Then and Now: Outfitting & Expedition
Then
In 1801 Lewis began outfitting an expedition for a land he’d never seen. He tried to anticipate the needs of his Corps and to assure that they had the food, clothing, materials, and equipment to explore the entire northwest and return alive with documentation of their journey and discoveries.
In addition to the five types of water craft and the clothing, the inventory included two sextants, a chronometer, a surveyor’s compass, a set of plotting instruments, six papers of ink powder, pencils, crayons, two hundred pounds of rifle powder, 400 hundred pounds of lead; four gross of assorted fishing hooks, 26 axes, 100 flints, 30 steels for striking to make fire, pliers, handsaws, chisels, hatchets, whetstones, six large needles, a dozen awls, three bushels of salt, 12 pounds of soap, 193 pounds of “portable soup” (a thick paste made from boiling down beef, eggs, and vegetables), woolen overalls, oilskin bags, mosquito netting, 150 yards of linen cloth to be oiled and sewn into tents and sheets, candles, two dozen tablespoons, an iron corn mill, and 30 yards of flannel. While still on the East Coast, Lewis accumulated almost two tons of goods using the $2,500 Congress had allocated for the expedition.
Expeditions Now
Modern wilderness expeditions cost twice as much per person as the entire Lewis and Clark Expedition cost for the entire four year trip. For $3,990 you could pay for a 14-day wilderness experience. You could expect to travel in the latest in fiberglass watercraft, sleep in lightweight waterproof nylon and synthetic tents, cook on a portable gas stoves instead of an open cook fire, eat food purchased from the supermarket instead of wild game that you had to shoot and butcher in the field. You’d have toilet paper, a backpack, a sleeping bag rated for the coldest temperature you’d be expecting, and a guide who knew where you were going, and how long it would take to get you there.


• _TASK TO CARRY OUT_:
The answer must consist of every line from the data that holds the string "macOS".

──────── AVAILABLE RECORDS ────────

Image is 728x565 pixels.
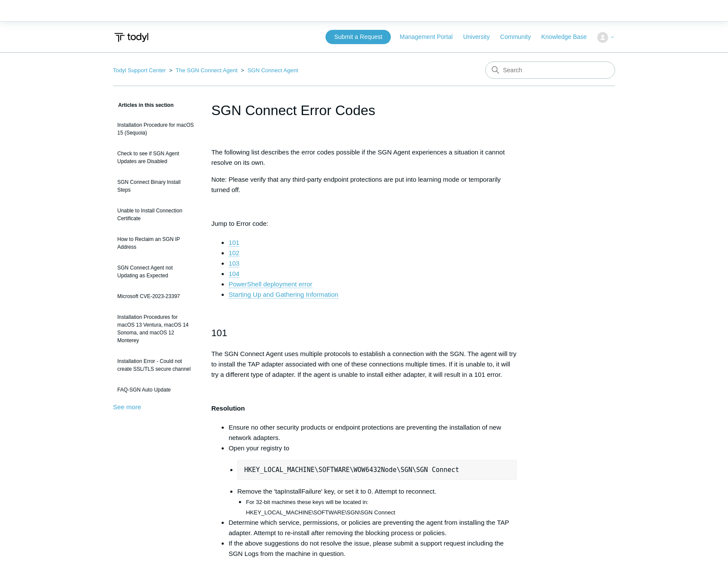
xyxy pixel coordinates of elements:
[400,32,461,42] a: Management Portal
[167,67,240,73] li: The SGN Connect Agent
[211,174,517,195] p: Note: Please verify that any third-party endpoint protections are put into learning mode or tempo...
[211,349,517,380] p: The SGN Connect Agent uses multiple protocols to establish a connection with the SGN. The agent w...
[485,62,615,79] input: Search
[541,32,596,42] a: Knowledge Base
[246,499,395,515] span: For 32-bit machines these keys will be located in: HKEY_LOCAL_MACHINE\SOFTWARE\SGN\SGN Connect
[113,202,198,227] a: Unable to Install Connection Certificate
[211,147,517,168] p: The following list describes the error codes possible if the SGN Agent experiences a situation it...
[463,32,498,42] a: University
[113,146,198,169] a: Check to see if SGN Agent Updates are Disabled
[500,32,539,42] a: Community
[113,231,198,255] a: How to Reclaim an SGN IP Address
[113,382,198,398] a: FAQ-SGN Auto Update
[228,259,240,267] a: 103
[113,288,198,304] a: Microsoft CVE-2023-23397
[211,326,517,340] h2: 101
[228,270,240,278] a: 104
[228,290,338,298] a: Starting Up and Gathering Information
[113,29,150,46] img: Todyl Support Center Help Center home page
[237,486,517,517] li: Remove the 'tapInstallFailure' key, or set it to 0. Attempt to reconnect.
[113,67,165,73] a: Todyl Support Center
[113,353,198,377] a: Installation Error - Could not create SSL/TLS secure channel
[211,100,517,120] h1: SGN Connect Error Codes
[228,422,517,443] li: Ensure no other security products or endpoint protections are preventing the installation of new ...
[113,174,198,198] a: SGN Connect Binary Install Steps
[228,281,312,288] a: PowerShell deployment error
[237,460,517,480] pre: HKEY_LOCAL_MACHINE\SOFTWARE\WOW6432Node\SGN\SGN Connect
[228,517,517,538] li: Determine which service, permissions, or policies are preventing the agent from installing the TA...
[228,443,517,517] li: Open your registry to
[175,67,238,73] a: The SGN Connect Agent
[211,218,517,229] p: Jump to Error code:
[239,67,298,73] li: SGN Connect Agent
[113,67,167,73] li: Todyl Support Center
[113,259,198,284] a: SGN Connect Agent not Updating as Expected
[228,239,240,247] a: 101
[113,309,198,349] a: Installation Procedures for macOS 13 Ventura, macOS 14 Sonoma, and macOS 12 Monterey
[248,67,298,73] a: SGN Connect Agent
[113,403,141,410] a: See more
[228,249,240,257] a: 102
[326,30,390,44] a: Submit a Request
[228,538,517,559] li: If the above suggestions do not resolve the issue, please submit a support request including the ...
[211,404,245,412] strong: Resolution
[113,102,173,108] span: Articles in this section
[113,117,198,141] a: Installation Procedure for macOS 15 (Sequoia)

────────

• _EXPECTED ANSWER_:
[113,309,198,349] a: Installation Procedures for macOS 13 Ventura, macOS 14 Sonoma, and macOS 12 Monterey
[113,117,198,141] a: Installation Procedure for macOS 15 (Sequoia)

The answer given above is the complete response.